Applied Math Seminar
Fall Quarter 2006
3:15 p.m.
Sloan Mathematics Corner
Building 380, Room 380-C


Friday, December 8, 2006

James Lambers
Department of Energy Resources, and ICME, Stanford

The Evolution of Krylov Subspace Spectral Methods (or: How the Work of Gene Golub and Joe Oliger Collided)


Abstract:

As graduate students, we learn about how easy it is to work with constant-coefficient differential operators on ``nice'' domains such as intervals, rectangles and circles. We know their eigenvalues and eigenfunctions, and therefore can write down simple formulas for analytical solutions of PDE, thus facilitating the development and analysis of numerical methods for these problems, such as spectral methods that can compute the Fourier components of solutions independently of one another. When I began to work with Joe Oliger on multiresolution methods for time-dependent variable-coefficient PDE, I took it upon myself to try to extend, as much as possible, these desirable aspects of constant-coefficient operators to their variable-coefficient counterparts, particularly self-adjoint second-order operators.

This talk covers the progress that has been made on this undertaking to date, and the new directions currently being explored. First, I will discuss the ongoing development of Krylov Subspace Spectral Methods, which take advantage of Gene Golub's work on modified moments and Gaussian quadrature in the spectral domain, rather than in physical space as with traditional spectral methods, to produce high-order accurate approximate solutions that have a representation similar to those obtained using the Fourier method for constant-coefficient problems. This representation leads to a straightforward approach to deferred correction, and to a method for solving second-order wave equations that, while high-order accurate and explicit, is also surprisingly stable and straightforward to implement.

Second, I will discuss the use of similarity transformations involving unitary pseudo-differential operators to approximately diagonalize self-adjoint differential operators in one space dimension, and ongoing attempts to generalize to higher dimensions. These transformations, inspired by Joe Oliger's desire to use Fefferman's SAK principle to compute approximate solutions of PDE, serve as ideal preconditioners for Krylov Subspace Spectral Methods, but they can also be used to obtain analytical representations of orthogonal bases of approximate eigenfunctions and corresponding approximate eigenvalues.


**Work instructions**: Of the lines below, copy those that hold the word "image".
§
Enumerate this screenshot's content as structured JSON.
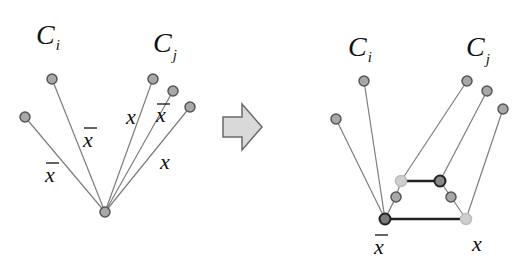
{
  "left_panel": {
    "labels": {
      "ci": {
        "main": "C",
        "sub": "i"
      },
      "cj": {
        "main": "C",
        "sub": "j"
      }
    },
    "center": {
      "x": 105,
      "y": 212
    },
    "nodes": [
      {
        "id": "ci-1",
        "x": 25,
        "y": 117
      },
      {
        "id": "ci-2",
        "x": 52,
        "y": 79
      },
      {
        "id": "cj-1",
        "x": 153,
        "y": 79
      },
      {
        "id": "cj-2",
        "x": 173,
        "y": 91
      },
      {
        "id": "cj-3",
        "x": 190,
        "y": 107
      }
    ],
    "edge_labels": [
      {
        "text": "x",
        "bar": true,
        "x": 53,
        "y": 182
      },
      {
        "text": "x",
        "bar": true,
        "x": 90,
        "y": 147
      },
      {
        "text": "x",
        "bar": false,
        "x": 133,
        "y": 124
      },
      {
        "text": "x",
        "bar": true,
        "x": 162,
        "y": 124
      },
      {
        "text": "x",
        "bar": false,
        "x": 167,
        "y": 168
      }
    ]
  },
  "arrow": {
    "direction": "right",
    "fill": "#d9d9d9",
    "stroke": "#6b6b6b"
  },
  "right_panel": {
    "labels": {
      "ci": {
        "main": "C",
        "sub": "i"
      },
      "cj": {
        "main": "C",
        "sub": "j"
      }
    },
    "nodes": [
      {
        "id": "ci-1",
        "x": 336,
        "y": 119
      },
      {
        "id": "ci-2",
        "x": 364,
        "y": 81
      },
      {
        "id": "cj-1",
        "x": 467,
        "y": 81
      },
      {
        "id": "cj-2",
        "x": 487,
        "y": 91
      },
      {
        "id": "cj-3",
        "x": 503,
        "y": 109
      },
      {
        "id": "xbar",
        "x": 385,
        "y": 219,
        "style": "dark"
      },
      {
        "id": "x",
        "x": 466,
        "y": 219,
        "style": "light"
      },
      {
        "id": "mid-left-upper",
        "x": 401,
        "y": 181,
        "style": "light"
      },
      {
        "id": "mid-right-upper",
        "x": 440,
        "y": 181,
        "style": "dark"
      },
      {
        "id": "mid-left-lower",
        "x": 396,
        "y": 197,
        "style": "normal"
      },
      {
        "id": "mid-right-lower",
        "x": 451,
        "y": 197,
        "style": "normal"
      }
    ],
    "bottom_labels": [
      {
        "text": "x",
        "bar": true,
        "x": 382,
        "y": 252
      },
      {
        "text": "x",
        "bar": false,
        "x": 478,
        "y": 250
      }
    ]
  },
  "colors": {
    "node_fill": "#a8a8a8",
    "node_stroke": "#555555",
    "node_light_fill": "#c8c8c8",
    "node_dark_fill": "#7a7a7a",
    "thin_line": "#7d7d7d",
    "thick_line": "#222222"
  }
}
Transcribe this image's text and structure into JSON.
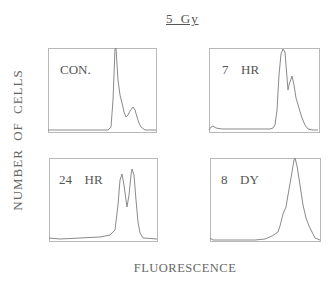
{
  "figure": {
    "title": "5 Gy",
    "ylabel": "NUMBER OF CELLS",
    "xlabel": "FLUORESCENCE"
  },
  "panels": [
    {
      "label": "CON.",
      "box": [
        48,
        48,
        108,
        84
      ]
    },
    {
      "label": "7  HR",
      "box": [
        209,
        48,
        110,
        84
      ]
    },
    {
      "label": "24  HR",
      "box": [
        49,
        158,
        108,
        83
      ]
    },
    {
      "label": "8  DY",
      "box": [
        210,
        158,
        110,
        83
      ]
    }
  ],
  "chart_data": [
    {
      "type": "line",
      "title": "CON.",
      "xlabel": "FLUORESCENCE",
      "ylabel": "NUMBER OF CELLS",
      "grid": false,
      "x": [
        0,
        50,
        58,
        60,
        62,
        64,
        66,
        68,
        70,
        72,
        74,
        76,
        78,
        80,
        82,
        84,
        86,
        88,
        90,
        92,
        95,
        100
      ],
      "y": [
        0,
        0,
        2,
        40,
        100,
        80,
        50,
        40,
        25,
        16,
        15,
        20,
        28,
        30,
        26,
        18,
        10,
        5,
        3,
        1,
        0,
        0
      ],
      "path_px": [
        [
          48,
          130
        ],
        [
          108,
          130
        ],
        [
          111,
          127
        ],
        [
          113,
          100
        ],
        [
          115,
          49
        ],
        [
          116,
          48
        ],
        [
          118,
          80
        ],
        [
          120,
          95
        ],
        [
          122,
          103
        ],
        [
          124,
          112
        ],
        [
          126,
          117
        ],
        [
          128,
          115
        ],
        [
          130,
          111
        ],
        [
          133,
          107
        ],
        [
          135,
          110
        ],
        [
          137,
          117
        ],
        [
          139,
          123
        ],
        [
          141,
          127
        ],
        [
          145,
          130
        ],
        [
          156,
          130
        ]
      ]
    },
    {
      "type": "line",
      "title": "7 HR",
      "xlabel": "FLUORESCENCE",
      "ylabel": "NUMBER OF CELLS",
      "grid": false,
      "x": [
        0,
        2,
        5,
        10,
        55,
        60,
        61,
        63,
        65,
        67,
        68,
        70,
        72,
        74,
        76,
        78,
        80,
        82,
        85,
        88,
        92,
        100
      ],
      "y": [
        2,
        4,
        2,
        1,
        2,
        5,
        40,
        90,
        100,
        97,
        60,
        50,
        65,
        68,
        55,
        45,
        35,
        25,
        12,
        4,
        0,
        0
      ],
      "path_px": [
        [
          209,
          130
        ],
        [
          211,
          127
        ],
        [
          213,
          126
        ],
        [
          216,
          128
        ],
        [
          222,
          129
        ],
        [
          270,
          129
        ],
        [
          273,
          128
        ],
        [
          275,
          125
        ],
        [
          277,
          110
        ],
        [
          279,
          75
        ],
        [
          281,
          54
        ],
        [
          283,
          49
        ],
        [
          285,
          52
        ],
        [
          286,
          65
        ],
        [
          288,
          90
        ],
        [
          289,
          85
        ],
        [
          291,
          79
        ],
        [
          292,
          76
        ],
        [
          294,
          85
        ],
        [
          296,
          98
        ],
        [
          299,
          108
        ],
        [
          302,
          118
        ],
        [
          305,
          125
        ],
        [
          308,
          129
        ],
        [
          312,
          130
        ],
        [
          318,
          130
        ]
      ]
    },
    {
      "type": "line",
      "title": "24 HR",
      "xlabel": "FLUORESCENCE",
      "ylabel": "NUMBER OF CELLS",
      "grid": false,
      "x": [
        0,
        55,
        62,
        66,
        68,
        70,
        72,
        74,
        76,
        78,
        80,
        82,
        84,
        86,
        88,
        90,
        94,
        100
      ],
      "y": [
        0,
        1,
        5,
        40,
        80,
        95,
        70,
        45,
        60,
        90,
        100,
        85,
        55,
        20,
        6,
        2,
        0,
        0
      ],
      "path_px": [
        [
          49,
          238
        ],
        [
          60,
          239
        ],
        [
          100,
          237
        ],
        [
          110,
          235
        ],
        [
          115,
          230
        ],
        [
          118,
          205
        ],
        [
          120,
          180
        ],
        [
          122,
          174
        ],
        [
          124,
          185
        ],
        [
          126,
          200
        ],
        [
          127,
          207
        ],
        [
          129,
          195
        ],
        [
          131,
          175
        ],
        [
          132,
          169
        ],
        [
          134,
          175
        ],
        [
          136,
          200
        ],
        [
          138,
          222
        ],
        [
          140,
          233
        ],
        [
          143,
          238
        ],
        [
          157,
          239
        ]
      ]
    },
    {
      "type": "line",
      "title": "8 DY",
      "xlabel": "FLUORESCENCE",
      "ylabel": "NUMBER OF CELLS",
      "grid": false,
      "x": [
        0,
        40,
        55,
        60,
        65,
        68,
        70,
        72,
        74,
        76,
        78,
        80,
        82,
        84,
        86,
        88,
        90,
        94,
        100
      ],
      "y": [
        1,
        1,
        4,
        8,
        30,
        45,
        60,
        85,
        100,
        90,
        70,
        45,
        30,
        18,
        10,
        6,
        3,
        1,
        0
      ],
      "path_px": [
        [
          210,
          238
        ],
        [
          213,
          240
        ],
        [
          220,
          240
        ],
        [
          255,
          240
        ],
        [
          265,
          239
        ],
        [
          272,
          236
        ],
        [
          278,
          232
        ],
        [
          280,
          226
        ],
        [
          283,
          214
        ],
        [
          286,
          207
        ],
        [
          288,
          195
        ],
        [
          291,
          178
        ],
        [
          294,
          160
        ],
        [
          295,
          158
        ],
        [
          297,
          166
        ],
        [
          300,
          185
        ],
        [
          303,
          205
        ],
        [
          306,
          218
        ],
        [
          309,
          226
        ],
        [
          312,
          232
        ],
        [
          315,
          238
        ],
        [
          320,
          240
        ]
      ]
    }
  ]
}
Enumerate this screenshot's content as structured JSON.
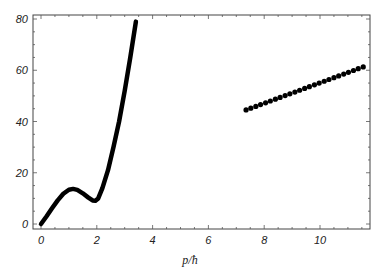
{
  "chart_data": {
    "type": "line",
    "title": "",
    "xlabel": "p/ħ",
    "ylabel": "",
    "xlim": [
      -0.3,
      11.8
    ],
    "ylim": [
      -2,
      81
    ],
    "xticks": [
      0,
      2,
      4,
      6,
      8,
      10
    ],
    "yticks": [
      0,
      20,
      40,
      60,
      80
    ],
    "grid": false,
    "legend": null,
    "series": [
      {
        "name": "continuous curve",
        "style": "line",
        "x": [
          0,
          0.2,
          0.4,
          0.6,
          0.8,
          1.0,
          1.15,
          1.3,
          1.5,
          1.7,
          1.85,
          1.95,
          2.05,
          2.2,
          2.4,
          2.6,
          2.8,
          3.0,
          3.2,
          3.4
        ],
        "y": [
          0,
          3,
          6.2,
          9.2,
          11.8,
          13.4,
          13.7,
          13.3,
          12,
          10.3,
          9.2,
          9.1,
          10,
          14,
          21,
          30,
          40,
          52,
          65,
          79
        ]
      },
      {
        "name": "discrete points",
        "style": "scatter",
        "x": [
          7.35,
          7.52,
          7.7,
          7.87,
          8.05,
          8.22,
          8.4,
          8.57,
          8.75,
          8.92,
          9.1,
          9.27,
          9.45,
          9.62,
          9.8,
          9.97,
          10.15,
          10.32,
          10.5,
          10.67,
          10.85,
          11.02,
          11.2,
          11.37,
          11.55
        ],
        "y": [
          44.5,
          45.2,
          45.9,
          46.6,
          47.3,
          48.0,
          48.7,
          49.4,
          50.1,
          50.8,
          51.5,
          52.2,
          52.9,
          53.6,
          54.3,
          55.0,
          55.7,
          56.4,
          57.1,
          57.8,
          58.5,
          59.2,
          59.9,
          60.6,
          61.3
        ]
      }
    ]
  },
  "axes": {
    "x_title": "p/ħ",
    "x_tick_labels": [
      "0",
      "2",
      "4",
      "6",
      "8",
      "10"
    ],
    "y_tick_labels": [
      "0",
      "20",
      "40",
      "60",
      "80"
    ]
  }
}
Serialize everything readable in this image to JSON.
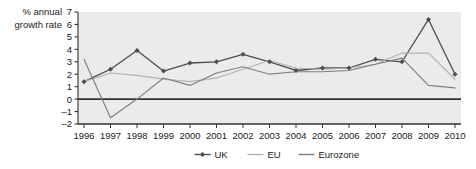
{
  "chart_data": {
    "type": "line",
    "title": "",
    "xlabel": "",
    "ylabel": "% annual growth rate",
    "ylabel_line1": "% annual",
    "ylabel_line2": "growth rate",
    "categories": [
      "1996",
      "1997",
      "1998",
      "1999",
      "2000",
      "2001",
      "2002",
      "2003",
      "2004",
      "2005",
      "2006",
      "2007",
      "2008",
      "2009",
      "2010"
    ],
    "x": [
      1996,
      1997,
      1998,
      1999,
      2000,
      2001,
      2002,
      2003,
      2004,
      2005,
      2006,
      2007,
      2008,
      2009,
      2010
    ],
    "ylim": [
      -2,
      7
    ],
    "yticks": [
      7,
      6,
      5,
      4,
      3,
      2,
      1,
      0,
      -1,
      -2
    ],
    "ytick_labels": [
      "7",
      "6",
      "5",
      "4",
      "3",
      "2",
      "1",
      "0",
      "–1",
      "–2"
    ],
    "grid": false,
    "legend_position": "bottom",
    "series": [
      {
        "name": "UK",
        "color": "#4d4d4d",
        "marker": "diamond",
        "values": [
          1.4,
          2.4,
          3.9,
          2.25,
          2.9,
          3.0,
          3.6,
          3.0,
          2.3,
          2.5,
          2.5,
          3.2,
          3.0,
          6.4,
          2.0
        ]
      },
      {
        "name": "EU",
        "color": "#b3b3b3",
        "marker": "none",
        "values": [
          1.4,
          2.1,
          1.9,
          1.6,
          1.4,
          1.7,
          2.4,
          3.1,
          2.5,
          2.4,
          2.5,
          2.8,
          3.7,
          3.7,
          1.6
        ]
      },
      {
        "name": "Eurozone",
        "color": "#808080",
        "marker": "none",
        "values": [
          3.2,
          -1.5,
          0.0,
          1.7,
          1.1,
          2.1,
          2.6,
          2.0,
          2.2,
          2.2,
          2.3,
          2.8,
          3.3,
          1.1,
          0.9
        ]
      }
    ]
  },
  "legend": {
    "items": [
      {
        "label": "UK"
      },
      {
        "label": "EU"
      },
      {
        "label": "Eurozone"
      }
    ]
  },
  "colors": {
    "uk": "#4d4d4d",
    "eu": "#b3b3b3",
    "eurozone": "#808080",
    "plot_background": "#ebebeb",
    "axis": "#333333",
    "text": "#1a1a1a",
    "page_background": "#ffffff"
  }
}
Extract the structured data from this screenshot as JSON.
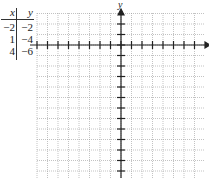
{
  "table": {
    "headers": {
      "x": "x",
      "y": "y"
    },
    "rows": [
      {
        "x": "−2",
        "y": "−2"
      },
      {
        "x": "1",
        "y": "−4"
      },
      {
        "x": "4",
        "y": "−6"
      }
    ]
  },
  "graph": {
    "y_axis_label": "y",
    "x_axis_label": "x",
    "grid_color": "#9a9a9a",
    "axis_color": "#222222"
  }
}
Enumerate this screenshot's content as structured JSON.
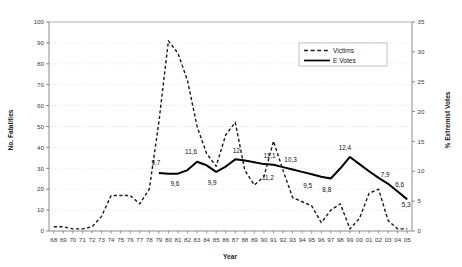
{
  "chart_data": {
    "type": "line",
    "title": "",
    "xlabel": "Year",
    "categories": [
      "68",
      "69",
      "70",
      "71",
      "72",
      "73",
      "74",
      "75",
      "76",
      "77",
      "78",
      "79",
      "80",
      "81",
      "82",
      "83",
      "84",
      "85",
      "86",
      "87",
      "88",
      "89",
      "90",
      "91",
      "92",
      "93",
      "94",
      "95",
      "96",
      "97",
      "98",
      "99",
      "00",
      "01",
      "02",
      "03",
      "04",
      "05"
    ],
    "axes": {
      "left": {
        "label": "No. Fatalities",
        "ticks": [
          0,
          10,
          20,
          30,
          40,
          50,
          60,
          70,
          80,
          90,
          100
        ],
        "lim": [
          0,
          100
        ]
      },
      "right": {
        "label": "% Extremist Votes",
        "ticks": [
          0,
          5,
          10,
          15,
          20,
          25,
          30,
          35
        ],
        "lim": [
          0,
          35
        ]
      }
    },
    "grid": "horizontal-dotted",
    "legend": {
      "position": "top-right",
      "entries": [
        {
          "name": "Victims",
          "style": "dashed",
          "color": "#1a1a1a"
        },
        {
          "name": "E Votes",
          "style": "solid",
          "color": "#000000"
        }
      ]
    },
    "series": [
      {
        "name": "Victims",
        "axis": "left",
        "style": "dashed",
        "color": "#1a1a1a",
        "values": [
          2,
          2,
          1,
          1,
          2,
          7,
          17,
          17,
          17,
          13,
          20,
          52,
          91,
          85,
          72,
          50,
          37,
          31,
          46,
          52,
          29,
          22,
          26,
          43,
          29,
          16,
          14,
          12,
          4,
          10,
          13,
          1,
          6,
          18,
          20,
          5,
          1,
          1
        ]
      },
      {
        "name": "E Votes",
        "axis": "right",
        "style": "solid",
        "color": "#000000",
        "values": [
          null,
          null,
          null,
          null,
          null,
          null,
          null,
          null,
          null,
          null,
          null,
          9.7,
          9.6,
          9.6,
          10.2,
          11.6,
          11.0,
          9.9,
          10.8,
          12.0,
          11.8,
          11.5,
          11.2,
          11.1,
          10.7,
          10.3,
          9.9,
          9.5,
          9.1,
          8.8,
          10.5,
          12.4,
          11.2,
          10.0,
          8.9,
          7.9,
          6.6,
          5.3
        ]
      }
    ],
    "annotations": [
      {
        "text": "9,7",
        "year": "79",
        "value": 9.7,
        "dx": -3,
        "dy": -8
      },
      {
        "text": "9,6",
        "year": "81",
        "value": 9.6,
        "dx": -3,
        "dy": 12
      },
      {
        "text": "11,6",
        "year": "83",
        "value": 11.6,
        "dx": -6,
        "dy": -8
      },
      {
        "text": "9,9",
        "year": "85",
        "value": 9.9,
        "dx": -4,
        "dy": 13
      },
      {
        "text": "12",
        "year": "87",
        "value": 12.0,
        "dx": 1,
        "dy": -6
      },
      {
        "text": "11,1",
        "year": "91",
        "value": 11.1,
        "dx": -4,
        "dy": -7
      },
      {
        "text": "11,2",
        "year": "90",
        "value": 11.2,
        "dx": 4,
        "dy": 16
      },
      {
        "text": "10,3",
        "year": "93",
        "value": 10.3,
        "dx": -2,
        "dy": -7
      },
      {
        "text": "9,5",
        "year": "95",
        "value": 9.5,
        "dx": -4,
        "dy": 14
      },
      {
        "text": "8,8",
        "year": "97",
        "value": 8.8,
        "dx": -4,
        "dy": 14
      },
      {
        "text": "12,4",
        "year": "99",
        "value": 12.4,
        "dx": -5,
        "dy": -7
      },
      {
        "text": "7,9",
        "year": "03",
        "value": 7.9,
        "dx": -3,
        "dy": -7
      },
      {
        "text": "6,6",
        "year": "04",
        "value": 6.6,
        "dx": 2,
        "dy": -5
      },
      {
        "text": "5,3",
        "year": "05",
        "value": 5.3,
        "dx": -1,
        "dy": 8
      }
    ]
  }
}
§
**Written response**:
Transcribe this image's text and structure into JSON.
Serialize everything readable in this image to JSON.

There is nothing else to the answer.